Friday, April 21, 5:30–7:30 PM
- Welcome and Introduction
- Building What Doesn’t Harm: Emily Barker
- Keynote Address: Park McArthur
The 2023 Max Wasserman Forum: Altered Access, organized by the List Visual Arts Center and co-hosted by ACT, brings together artists, educators, and curators to discuss current disability discourse within the arts and museum institutions.
This year’s Wasserman Forum will consist of two days of hybrid programming including a virtual keynote address, and three hybrid panel discussion. As part of this program the List Center will stage three performances prior to the keynote address of Liza Sylvestre and Christopher Jones Flashlight Project, which addresses a need to reconfigure conversation models in order to consider individuals with differing levels of sensory ability. Registration will be available for individual programs with options for tuning in via live stream.
The 2023 Max Wasserman Forum: Altered Access brings together artists, educators, and curators to discuss current disability discourse within the arts and museum practices. The Americans with Disability Act (the civil rights law signed in 1990) prohibits discrimination against those with a disability; however, inadequacies in access persist. In the years since that landmark legislation, the related fields of disability studies and crip theory—a discourse at the intersection of disability and queer studies, which foregrounds the complexity of disabled experience—have increasingly influenced art institutions on a broader level.
Altered Access will center voices in the arts and disability practice in three panels to consider aspects of digital access and spatial design, and how museums can serve as places of healing. What if access thinking was integrated into the installation of artworks and the creation of programs at the initial stages rather than as an afterthought? What critical questions, experimentation, and creative thought could be built into these preliminary phases? The forum will also explore other innovative approaches that implement accessible, inclusive practices, which every organizational and institutional model can apply in developing a fresh look at how disabled artists, audiences, and museums can work together.
Panteha Abareshi, Owólabi Aboyade, Emily Barker, Taraneh Fazeli, Kevin Gotkin, Sara Hendren, Christopher Jones and Liza Sylvestre, Noëmi Lakmaier, Yo-Yo Lin, Park McArthur, Cannach MacBride, Carmen Papalia, Finnegan Shannon
The Max Wasserman Forum on Contemporary Art was established in memory of Max Wasserman (MIT Class of 1935), a founding member of the Council for the Arts at MIT. This public forum was endowed through the generosity of the late Jeanne Wasserman and addresses critical issues in contemporary art and culture through the participation of renowned scholars, artists, and arts professionals. The Forum is organized and presented by the MIT List Visual Arts Center.
This panel includes three creative practitioners whose work embodies speculative, friction-ful, playful, and critical dialogue with the built world.
More info and registration HERE
These panelists create visual systems that make visible and reinvent how bodies move in spaces. This discussion will focus on the body as a mode to transformation, creation, and embodiment.
More info and registration HERE
This panel brings together creative practitioners who investigate—in their collaborations and individually—what it means to use the space of art for healing themselves, their communities, and natural kin, as well as for instantiating new modes of care.
More info and registration HERE
Flashlight Project (FP) addresses a need to reconfigure conversation models in order to consider individuals with differing levels of sensory ability. Join us in a “conversation” organized around a gesture of visibility and identification. FP is interested in how exploring the intersection of learned systems of body and language disrupts systems of normativity.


### WORK REQUEST
Every line that holds the word "square" needs to be copied from the data below.

Entries from a visual dataset:
+++++
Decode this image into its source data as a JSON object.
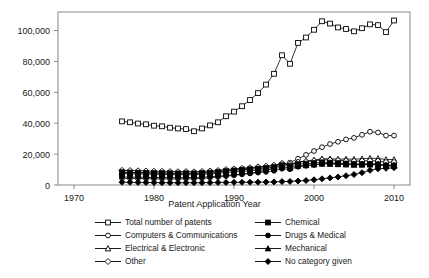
{
  "chart_data": {
    "type": "line",
    "title": "",
    "xlabel": "Patent Application Year",
    "ylabel": "",
    "xlim": [
      1968,
      2012
    ],
    "ylim": [
      0,
      112000
    ],
    "grid": false,
    "legend_position": "below",
    "xticks": [
      1970,
      1980,
      1990,
      2000,
      2010
    ],
    "xtick_labels": [
      "1970",
      "1980",
      "1990",
      "2000",
      "2010"
    ],
    "yticks": [
      0,
      20000,
      40000,
      60000,
      80000,
      100000
    ],
    "ytick_labels": [
      "0",
      "20,000",
      "40,000",
      "60,000",
      "80,000",
      "100,000"
    ],
    "x": [
      1976,
      1977,
      1978,
      1979,
      1980,
      1981,
      1982,
      1983,
      1984,
      1985,
      1986,
      1987,
      1988,
      1989,
      1990,
      1991,
      1992,
      1993,
      1994,
      1995,
      1996,
      1997,
      1998,
      1999,
      2000,
      2001,
      2002,
      2003,
      2004,
      2005,
      2006,
      2007,
      2008,
      2009,
      2010
    ],
    "series": [
      {
        "name": "Total number of patents",
        "marker": "open-square",
        "values": [
          41200,
          40600,
          39800,
          39300,
          38400,
          38000,
          37100,
          36600,
          36200,
          34800,
          36600,
          38600,
          40600,
          44500,
          47500,
          51000,
          55000,
          59500,
          65000,
          72000,
          84000,
          78500,
          92000,
          95500,
          100500,
          106000,
          104500,
          102000,
          101000,
          99500,
          101500,
          104000,
          103500,
          99000,
          106500
        ]
      },
      {
        "name": "Computers & Communications",
        "marker": "open-circle",
        "values": [
          4400,
          4300,
          4200,
          4100,
          4000,
          4050,
          4000,
          3950,
          4100,
          4000,
          4300,
          4700,
          5100,
          5700,
          6200,
          6900,
          7600,
          8500,
          9500,
          11000,
          13500,
          14500,
          17000,
          19500,
          22000,
          24500,
          26500,
          28000,
          29500,
          30500,
          32500,
          34500,
          34000,
          32000,
          32000
        ]
      },
      {
        "name": "Electrical & Electronic",
        "marker": "open-triangle",
        "values": [
          8400,
          8200,
          8100,
          7900,
          7800,
          7800,
          7700,
          7600,
          7700,
          7600,
          7900,
          8300,
          8800,
          9400,
          9800,
          10400,
          10800,
          11300,
          11800,
          12500,
          13800,
          13300,
          15000,
          15500,
          16200,
          17000,
          17000,
          16800,
          16800,
          16700,
          17000,
          17300,
          17200,
          16500,
          16500
        ]
      },
      {
        "name": "Other",
        "marker": "open-diamond",
        "values": [
          9500,
          9400,
          9200,
          9100,
          8900,
          8900,
          8700,
          8600,
          8700,
          8500,
          8800,
          9100,
          9400,
          10000,
          10400,
          10800,
          11200,
          11700,
          12200,
          12800,
          14000,
          13300,
          14800,
          15200,
          15700,
          16300,
          16200,
          15900,
          15700,
          15400,
          15500,
          15700,
          15500,
          14700,
          14700
        ]
      },
      {
        "name": "Chemical",
        "marker": "filled-square",
        "values": [
          8300,
          8100,
          8000,
          7800,
          7700,
          7700,
          7600,
          7500,
          7600,
          7500,
          7700,
          8000,
          8400,
          9000,
          9400,
          9900,
          10200,
          10600,
          11000,
          11600,
          12800,
          12200,
          13500,
          13800,
          14200,
          14700,
          14500,
          14200,
          13900,
          13500,
          13400,
          13400,
          13200,
          12500,
          12500
        ]
      },
      {
        "name": "Drugs & Medical",
        "marker": "filled-circle",
        "values": [
          5200,
          5100,
          5000,
          4900,
          4800,
          4850,
          4800,
          4750,
          4850,
          4800,
          5000,
          5300,
          5700,
          6200,
          6600,
          7100,
          7500,
          8000,
          8500,
          9200,
          10500,
          10200,
          11800,
          12400,
          13000,
          13800,
          14000,
          13800,
          13700,
          13500,
          13600,
          13800,
          13600,
          12900,
          12900
        ]
      },
      {
        "name": "Mechanical",
        "marker": "filled-triangle",
        "values": [
          7400,
          7300,
          7200,
          7000,
          6900,
          6900,
          6800,
          6700,
          6800,
          6700,
          6900,
          7200,
          7600,
          8100,
          8500,
          8900,
          9200,
          9600,
          10000,
          10500,
          11600,
          11100,
          12400,
          12800,
          13200,
          13700,
          13600,
          13400,
          13200,
          13000,
          13100,
          13200,
          13000,
          12300,
          12300
        ]
      },
      {
        "name": "No category given",
        "marker": "filled-diamond",
        "values": [
          1800,
          1700,
          1650,
          1600,
          1550,
          1500,
          1500,
          1450,
          1500,
          1450,
          1500,
          1550,
          1600,
          1650,
          1700,
          1750,
          1800,
          1850,
          1900,
          2000,
          2200,
          2300,
          2600,
          2900,
          3400,
          4000,
          4600,
          5200,
          6000,
          6800,
          8000,
          9500,
          10500,
          10800,
          11200
        ]
      }
    ]
  },
  "legend": {
    "items": [
      {
        "label": "Total number of patents",
        "marker": "open-square"
      },
      {
        "label": "Chemical",
        "marker": "filled-square"
      },
      {
        "label": "Computers & Communications",
        "marker": "open-circle"
      },
      {
        "label": "Drugs & Medical",
        "marker": "filled-circle"
      },
      {
        "label": "Electrical & Electronic",
        "marker": "open-triangle"
      },
      {
        "label": "Mechanical",
        "marker": "filled-triangle"
      },
      {
        "label": "Other",
        "marker": "open-diamond"
      },
      {
        "label": "No category given",
        "marker": "filled-diamond"
      }
    ]
  },
  "colors": {
    "line": "#000000",
    "frame": "#888888",
    "text": "#1a1a1a",
    "background": "#ffffff"
  }
}
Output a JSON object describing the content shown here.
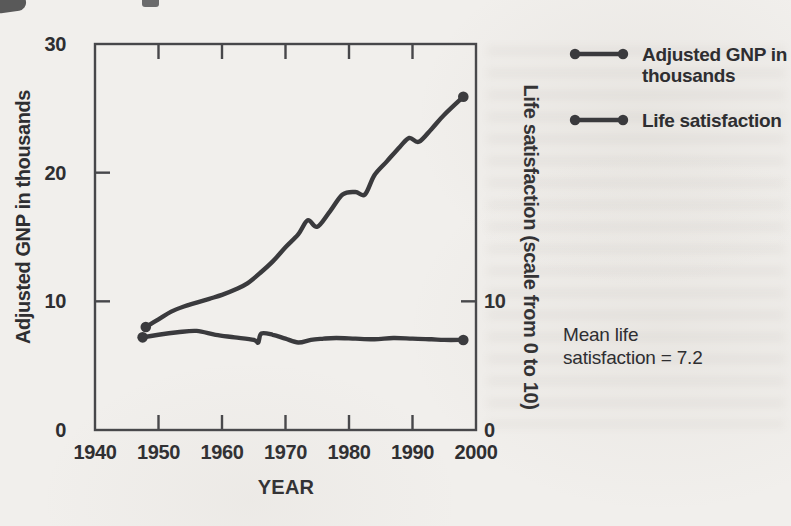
{
  "figure": {
    "ink_color": "#2e2e31",
    "axis_color": "#47474a",
    "line_color": "#3a3a3d",
    "paper_color": "#f1efec"
  },
  "chart_data": {
    "type": "line",
    "title": "",
    "xlabel": "YEAR",
    "ylabel_left": "Adjusted GNP in thousands",
    "ylabel_right": "Life satisfaction (scale from 0 to 10)",
    "xlim": [
      1940,
      2000
    ],
    "ylim_left": [
      0,
      30
    ],
    "right_axis_note": "right 0-10 scale aligns with left axis 0-10 region",
    "grid": false,
    "legend_position": "right",
    "x_ticks": [
      1940,
      1950,
      1960,
      1970,
      1980,
      1990,
      2000
    ],
    "x_tick_marks": [
      1950,
      1960,
      1970,
      1980,
      1990
    ],
    "y_left_ticks": [
      0,
      10,
      20,
      30
    ],
    "y_left_tick_marks": [
      10,
      20
    ],
    "y_right_ticks": [
      0,
      10
    ],
    "y_right_tick_marks": [
      10
    ],
    "series": [
      {
        "id": "gnp",
        "name": "Adjusted GNP in thousands",
        "endpoint_dots": true,
        "points": [
          [
            1948,
            8.0
          ],
          [
            1950,
            8.6
          ],
          [
            1952,
            9.2
          ],
          [
            1954,
            9.6
          ],
          [
            1956,
            9.9
          ],
          [
            1958,
            10.2
          ],
          [
            1960,
            10.5
          ],
          [
            1962,
            10.9
          ],
          [
            1964,
            11.4
          ],
          [
            1966,
            12.2
          ],
          [
            1968,
            13.1
          ],
          [
            1970,
            14.2
          ],
          [
            1972,
            15.2
          ],
          [
            1973.5,
            16.3
          ],
          [
            1975,
            15.8
          ],
          [
            1977,
            17.0
          ],
          [
            1979,
            18.3
          ],
          [
            1981,
            18.5
          ],
          [
            1982.5,
            18.3
          ],
          [
            1984,
            19.8
          ],
          [
            1986,
            20.9
          ],
          [
            1988,
            22.0
          ],
          [
            1989.5,
            22.7
          ],
          [
            1991,
            22.4
          ],
          [
            1993,
            23.4
          ],
          [
            1995,
            24.5
          ],
          [
            1998,
            25.9
          ]
        ]
      },
      {
        "id": "satisfaction",
        "name": "Life satisfaction",
        "endpoint_dots": true,
        "points": [
          [
            1947.5,
            7.2
          ],
          [
            1950,
            7.4
          ],
          [
            1953,
            7.6
          ],
          [
            1956,
            7.7
          ],
          [
            1959,
            7.4
          ],
          [
            1962,
            7.2
          ],
          [
            1965,
            7.0
          ],
          [
            1965.7,
            6.8
          ],
          [
            1966.2,
            7.5
          ],
          [
            1968,
            7.4
          ],
          [
            1970,
            7.1
          ],
          [
            1972,
            6.8
          ],
          [
            1974,
            7.0
          ],
          [
            1976,
            7.1
          ],
          [
            1978,
            7.15
          ],
          [
            1981,
            7.1
          ],
          [
            1984,
            7.05
          ],
          [
            1987,
            7.15
          ],
          [
            1990,
            7.1
          ],
          [
            1993,
            7.05
          ],
          [
            1995,
            7.0
          ],
          [
            1998,
            7.0
          ]
        ]
      }
    ]
  },
  "legend": {
    "items": [
      {
        "id": "gnp",
        "label_lines": [
          "Adjusted GNP in",
          "thousands"
        ]
      },
      {
        "id": "satisfaction",
        "label_lines": [
          "Life satisfaction",
          ""
        ]
      }
    ]
  },
  "annotation": {
    "line1": "Mean life",
    "line2": "satisfaction = 7.2"
  }
}
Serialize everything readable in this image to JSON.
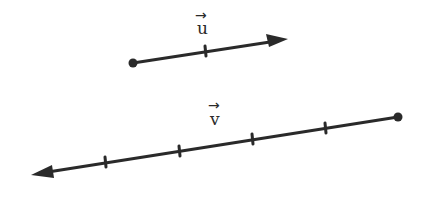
{
  "diagram": {
    "title": "",
    "vectors": [
      {
        "id": "u",
        "label": "u",
        "arrow_glyph": "→",
        "start": [
          133,
          63
        ],
        "end": [
          288,
          39
        ],
        "ticks": [
          [
            205,
            51
          ]
        ],
        "segments": 2,
        "label_pos": [
          196,
          21
        ],
        "arrow_pos": [
          195,
          8
        ]
      },
      {
        "id": "v",
        "label": "v",
        "arrow_glyph": "→",
        "start": [
          398,
          117
        ],
        "end": [
          31,
          175
        ],
        "ticks": [
          [
            325,
            128
          ],
          [
            252,
            139
          ],
          [
            179,
            151
          ],
          [
            105,
            162
          ]
        ],
        "segments": 5,
        "label_pos": [
          209,
          112
        ],
        "arrow_pos": [
          208,
          98
        ]
      }
    ],
    "relationship": "v = -(5/2) u",
    "colors": {
      "ink": "#2a2a2a",
      "background": "#ffffff"
    }
  }
}
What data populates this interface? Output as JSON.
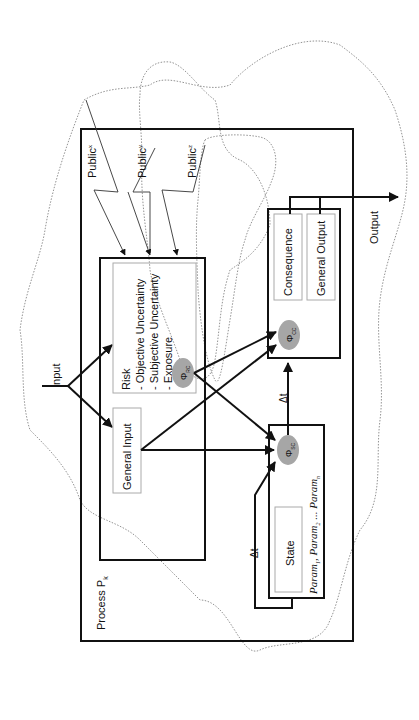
{
  "diagram": {
    "process_label": "Process P",
    "process_subscript": "k",
    "input_label": "Input",
    "output_label": "Output",
    "publics": [
      {
        "label": "Public",
        "subscript": "x"
      },
      {
        "label": "Public",
        "subscript": "y"
      },
      {
        "label": "Public",
        "subscript": "z"
      }
    ],
    "risk_box": {
      "title": "Risk",
      "items": [
        "- Objective Uncertainty",
        "- Subjective Uncertainty",
        "- Exposure"
      ]
    },
    "general_input_label": "General Input",
    "consequence_label": "Consequence",
    "general_output_label": "General Output",
    "state_label": "State",
    "params": {
      "p1": "Param",
      "p1_sub": "1",
      "p2": "Param",
      "p2_sub": "2",
      "sep": "...",
      "pn": "Param",
      "pn_sub": "n"
    },
    "phi_nodes": [
      {
        "symbol": "Φ",
        "subscript": "RC"
      },
      {
        "symbol": "Φ",
        "subscript": "CC"
      },
      {
        "symbol": "Φ",
        "subscript": "SC"
      }
    ],
    "delta_t_label": "Δt",
    "colors": {
      "ellipse_fill": "#a6a6a6",
      "line": "#111111",
      "inner_box": "#aaaaaa",
      "dotted": "#777777"
    }
  }
}
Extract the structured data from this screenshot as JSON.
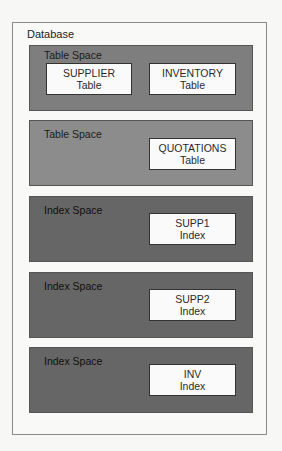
{
  "database": {
    "label": "Database"
  },
  "spaces": [
    {
      "label": "Table Space",
      "kind": "table-space",
      "objects": [
        {
          "name": "SUPPLIER",
          "type": "Table"
        },
        {
          "name": "INVENTORY",
          "type": "Table"
        }
      ]
    },
    {
      "label": "Table Space",
      "kind": "table-space",
      "objects": [
        {
          "name": "QUOTATIONS",
          "type": "Table"
        }
      ]
    },
    {
      "label": "Index Space",
      "kind": "index-space",
      "objects": [
        {
          "name": "SUPP1",
          "type": "Index"
        }
      ]
    },
    {
      "label": "Index Space",
      "kind": "index-space",
      "objects": [
        {
          "name": "SUPP2",
          "type": "Index"
        }
      ]
    },
    {
      "label": "Index Space",
      "kind": "index-space",
      "objects": [
        {
          "name": "INV",
          "type": "Index"
        }
      ]
    }
  ],
  "colors": {
    "table_space_1": "#7e7e7e",
    "table_space_2": "#8c8c8c",
    "index_space": "#666666",
    "object_box": "#fafafa",
    "database_border": "#8a8a8a"
  }
}
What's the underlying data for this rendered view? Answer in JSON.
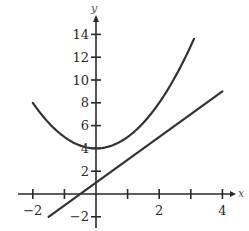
+++++
### TASK SOLUTION
        "marker": "open-square",
        "marker": "filled-square",
        "marker": "open-square"
        "marker": "filled-square"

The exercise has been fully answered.